Students who can clearly articulate what they want, who have precise enough thinking to communicate complex goals to an AI system, reach a strong result in two or three prompts. Students who have not yet developed that clarity iterate 19 or 20 times.

"The value of an essay was never in the output. It was in the critical thinking and communication skills that led to it. Now we can actually measure that process."

Professor Stefano Puntoni, Wharton (cited by Siya Purohit)

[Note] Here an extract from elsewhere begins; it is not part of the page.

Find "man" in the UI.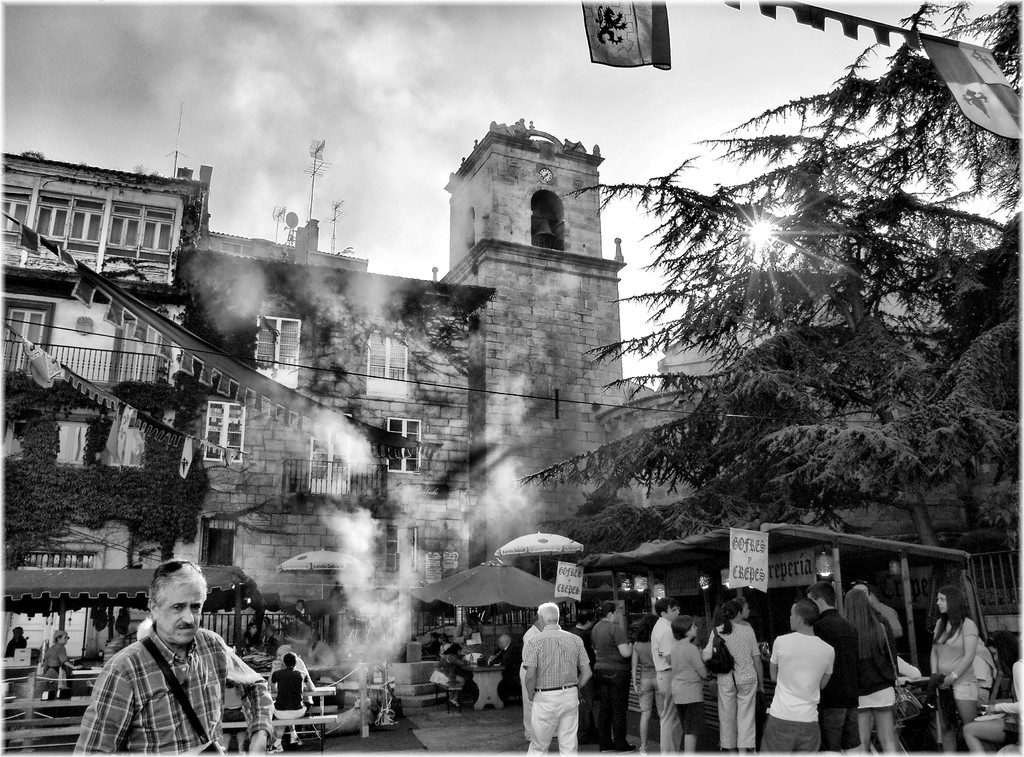
UI element at select_region(488, 632, 520, 675).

This example matters beyond assessment design. It points to what fluency actually looks like in practice. It is not knowing more about AI. It is thinking more precisely, communicating more clearly, and taking ownership of the quality of what you produce with it.

WHERE THEY ALL AGREE

Three companies, one conclusion

Google DeepMind, Anthropic, and OpenAI operate in different parts of the AI ecosystem. They have different research priorities, different products, and different organizational cultures. On the question of how humans build genuine fluency with AI in learning contexts, they land in remarkably similar places.

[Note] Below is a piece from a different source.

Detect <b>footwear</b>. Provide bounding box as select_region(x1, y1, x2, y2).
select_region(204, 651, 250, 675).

Intentionality is the through-line. Every one of these teams found that the organizations getting results with AI were the ones asking hard questions before deployment: who is this for, what behavior are we trying to change, how will we know if it works, and who is accountable when it does not.

The human-AI relationship matters more than the tool. Whether it is the supervised tutor model from DeepMind's research, the accountability layer in Anthropic's framework, or OpenAI's emphasis on educator presence and motivation, the pattern is consistent. AI performs better when a human is maintaining the relationship, reading the context, and making judgment calls the model cannot.

The engagement problem is a human problem, not a technology problem. DeepMind calls it the 5% problem: even excellent AI tools only move outcomes for the people who actually use them, and most people do not use them enough. Anthropic's research points to shadow AI adoption creating an accountability vacuum. OpenAI sees avoidance as the most common and most costly mistake. The tools are ready. The human infrastructure to support adoption usually is not.

And all three converge on the same deeper point: AI fluency begins with a mental model, not a skill set. Before you teach prompting, teach people what these systems actually are and what they are not. The teams that misuse AI most consistently are the ones treating a language model like a database or a search engine. Fix the mental model first.

Theme Google DeepMind Anthropic OpenAI
Intentionality beats bolt-on Pedagogical instruction-following over one-size-fits-all Delegation as the first and most skipped step Start purposefully; avoidance is the costliest mistake
Human + AI outperforms either alone Supervised AI study: the combination beat both Augmentation mode unlocks the most value Educators freed for human work when AI handles busywork
The engagement problem is human The 5% problem: tools only work if people use them Shadow AI gap: adoption without accountability Avoidance and overwhelm kill ROI before it starts
Process over output Metacognition is the real learning win Discernment: evaluate the process, not just the result Prompt quality as the new measure of critical thinking
Mental model first Learning is not information retrieval LLMs are not databases Know what AI is actually good at before deploying it

The principles are clear. The platform has to match.

At Disco, we built around the same convergence these three teams are describing. Transformational learning is social, experiential, and human-first. AI belongs in it as an amplifier, not a replacement, and the organizations that treat it that way are seeing measurably better outcomes.

That means programs built around real goals, not just content libraries. Learning that connects people to each other, not just to information. AI that handles operational busywork so your facilitators can do what only humans can: hold accountability, build relationships, and read the room.

The personalized tutor Siya Purohit spent 12 years chasing is here. The supervised-AI model Kaiz Alarakyia's team validated in randomized trials is deployable. The four-D framework Joseph Feller built with Anthropic gives organizations a shared language to start the conversation.

What your academy does with that is the question worth spending time on.